Are you decarbonising quickly enough? Are you using your influence across policy, procurement, and partnerships to shape a viable transition?

Source: Aviva Investors, August 2025.

This approach is not limited to listed equity, and our engagement in one area informs our dialogue in others. For example, insights from our corporate climate engagement in Australia have informed collaborative sovereign dialogues on aligning federal policy with national decarbonisation goals (see Sovereign engagement: Driving positive change while delivering long-term value).4 In the UK, our sovereign engagement has focused on ensuring charging infrastructure and grid resilience policy keeps pace with the capital allocation required by industry to transition to electric vehicles (see Low Carbon Investment Policy Roadmap).5 In private markets, we have financed some renewable energy projects contingent on robust community consultation and involvement.

We also apply this joined-up approach to sector-level challenges. For instance, our value-chain work on decarbonising power has combined engagement with utilities, regulators, and policymakers to endeavour to help create the conditions for credible investment in low-carbon capacity (see Building bridges: Mobilising value chains for decarbonisation).6 These interlinked efforts ensure our stewardship can influence not just company-level delivery, but also the broader market and policy frameworks that will allow transition plans to succeed, and ultimately real-world outcomes.


Where this is already shaping outcomes: Case study

We are already seeing the impact of this approach. In one case, we supported a company with modest formal targets, but a clear, disciplined pivot in capital allocation, scenario planning, and ecosystem influence. This nuance is critical. We are not just asking who is saying the right thing, we are asking who is positioned to deliver resilient, low-carbon operational performance.

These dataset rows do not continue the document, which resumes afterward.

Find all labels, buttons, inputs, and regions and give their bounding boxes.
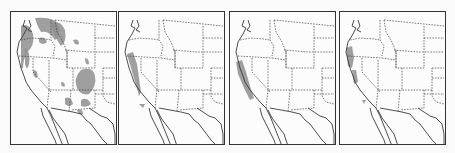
map-panel-1 — [10, 11, 117, 145]
western-us-map — [340, 12, 446, 145]
range-shading — [346, 46, 366, 104]
map-panel-3 — [229, 11, 336, 145]
map-panel-2 — [118, 11, 225, 145]
range-shading — [236, 60, 254, 100]
range-shading — [21, 18, 95, 115]
western-us-map — [11, 12, 117, 145]
map-panel-4 — [339, 11, 446, 145]
western-us-map — [230, 12, 336, 145]
range-shading — [127, 52, 145, 108]
western-us-map — [119, 12, 225, 145]
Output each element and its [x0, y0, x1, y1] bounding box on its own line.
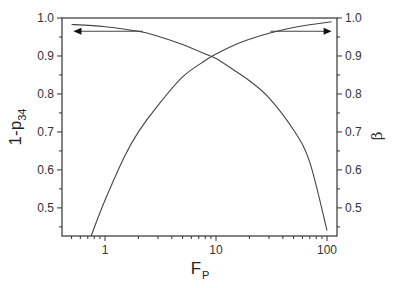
x-axis-title: FP — [191, 259, 210, 281]
left-y-axis-title: 1-p34 — [6, 109, 28, 146]
x-tick-label: 100 — [317, 243, 337, 257]
one-minus-p34-curve — [72, 25, 327, 231]
right-tick-label: 0.6 — [345, 163, 362, 177]
beta-curve — [91, 22, 332, 236]
series-layer — [72, 22, 332, 236]
right-tick-label: 0.7 — [345, 125, 362, 139]
x-tick-label: 10 — [209, 243, 223, 257]
left-tick-label: 1.0 — [37, 11, 54, 25]
left-y-axis: 0.50.60.70.80.91.0 — [37, 11, 62, 227]
left-tick-label: 0.5 — [37, 201, 54, 215]
right-y-axis-title: β — [368, 132, 386, 141]
annotation-arrows — [73, 28, 331, 35]
x-axis: 110100 — [72, 236, 338, 257]
right-tick-label: 0.9 — [345, 49, 362, 63]
left-tick-label: 0.8 — [37, 87, 54, 101]
left-tick-label: 0.7 — [37, 125, 54, 139]
arrow-right-icon — [324, 28, 332, 35]
right-tick-label: 1.0 — [345, 11, 362, 25]
left-tick-label: 0.9 — [37, 49, 54, 63]
right-tick-label: 0.8 — [345, 87, 362, 101]
right-y-axis: 0.50.60.70.80.91.0 — [337, 11, 362, 227]
x-tick-label: 1 — [102, 243, 109, 257]
left-tick-label: 0.6 — [37, 163, 54, 177]
right-tick-label: 0.5 — [345, 201, 362, 215]
arrow-left-icon — [73, 28, 81, 35]
chart: 0.50.60.70.80.91.0 0.50.60.70.80.91.0 11… — [0, 0, 395, 288]
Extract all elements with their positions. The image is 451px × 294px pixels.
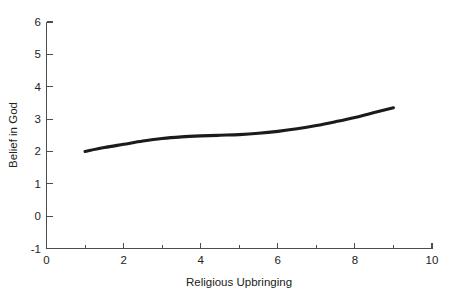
- y-tick-label-4: 4: [35, 81, 42, 93]
- x-axis-ticks: [47, 243, 433, 249]
- x-tick-label-10: 10: [426, 254, 439, 266]
- line-chart-canvas: -10123456 0246810 Religious Upbringing B…: [0, 0, 451, 294]
- y-tick-label-neg1: -1: [31, 243, 41, 255]
- y-axis-tick-labels: -10123456: [31, 16, 42, 255]
- x-tick-label-2: 2: [120, 254, 126, 266]
- chart-figure: -10123456 0246810 Religious Upbringing B…: [0, 0, 451, 294]
- y-axis-title: Belief in God: [7, 102, 19, 168]
- x-tick-label-4: 4: [197, 254, 204, 266]
- y-tick-label-1: 1: [35, 178, 41, 190]
- x-tick-label-6: 6: [275, 254, 281, 266]
- x-tick-label-0: 0: [43, 254, 49, 266]
- y-tick-label-2: 2: [35, 145, 41, 157]
- y-tick-label-3: 3: [35, 113, 41, 125]
- x-axis-title: Religious Upbringing: [186, 276, 292, 288]
- y-tick-label-6: 6: [35, 16, 41, 28]
- y-axis-ticks: [47, 22, 53, 249]
- y-tick-label-0: 0: [35, 210, 41, 222]
- x-tick-label-8: 8: [352, 254, 358, 266]
- x-axis: 0246810: [43, 243, 438, 267]
- x-axis-tick-labels: 0246810: [43, 254, 438, 266]
- y-tick-label-5: 5: [35, 48, 41, 60]
- data-series-line: [85, 108, 393, 152]
- y-axis: -10123456: [31, 16, 53, 255]
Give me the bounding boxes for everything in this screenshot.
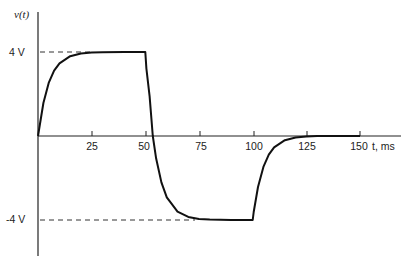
y-tick-label-4v: 4 V	[9, 46, 25, 58]
svg-text:125: 125	[298, 140, 316, 152]
x-axis-label: t, ms	[372, 140, 395, 152]
x-tick-labels: 25 50 75 100 125 150	[86, 140, 368, 152]
svg-text:25: 25	[86, 140, 98, 152]
chart: v(t) 4 V -4 V 25 50 75 100 125 150 t, ms	[0, 0, 410, 271]
svg-text:100: 100	[245, 140, 263, 152]
svg-text:75: 75	[195, 140, 207, 152]
svg-text:50: 50	[138, 140, 150, 152]
svg-text:150: 150	[350, 140, 368, 152]
y-axis-label: v(t)	[14, 8, 30, 21]
y-tick-label-neg4v: -4 V	[6, 213, 25, 225]
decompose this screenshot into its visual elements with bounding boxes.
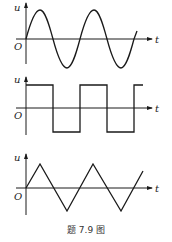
y-axis-label: u [14,74,20,85]
waveform-figure: u t O u t O u t O 题 7.9 图 [0,0,172,242]
origin-label: O [14,110,22,121]
y-axis-label: u [14,2,20,13]
origin-label: O [14,41,22,52]
y-axis-label: u [14,152,20,163]
x-axis-label: t [155,103,160,114]
figure-caption: 题 7.9 图 [67,225,105,235]
x-axis-label: t [155,34,160,45]
x-axis-label: t [155,183,160,194]
sine-panel: u t O [14,2,160,68]
triangle-panel: u t O [14,152,160,215]
square-panel: u t O [14,74,160,135]
origin-label: O [14,191,22,202]
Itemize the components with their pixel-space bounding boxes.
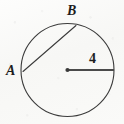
point-a-label: A [6, 64, 15, 78]
radius-value-label: 4 [89, 52, 96, 66]
geometry-figure: B A 4 [0, 0, 124, 124]
circle-center-point [65, 68, 69, 72]
figure-canvas [0, 0, 124, 124]
chord-ab-segment [23, 26, 76, 72]
point-b-label: B [67, 4, 76, 18]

Company A: Understanding bottlenecks and enabling policy in the industrial gases sector

In 2024, we engaged with a global industrial-gases company central to decarbonising downstream industries such as steel, cement, and electronics. Our focus went beyond its own targets to the bottlenecks it faces in delivering transition outcomes – and how it is influencing the system around it.

We explored:

  • How climate risks are integrated into R&D and capital planning for hydrogen, carbon capture, and asset electrification
  • Where constraints lie - including regulation or technology readiness
  • How the company is engaging policymakers to address these barriers

By understanding these bottlenecks, we can calibrate expectations and use our influence – including sovereign engagement and public advocacy – to help close the gaps. This reinforced our view that credible transition planning requires transparency on obstacles, adaptability in strategy, and active participation in shaping enabling conditions. In this light, we have continued our constructive engagement in 2025.

Conclusion

The transition will be uneven, but companies must prepare, adapt, and lead where possible. As a result, investors can no longer assess climate strategy in silos. We need to evaluate it in the real-world systems where the transition is happening, and across markets, policies, and supply chains. This requires a nuanced and targeted approach. That is what we mean by taking stewardship “beyond decarbonisation”: it isn’t only about asking tougher questions but helping create the conditions for companies to succeed by aligning expectations, capital, and system levers.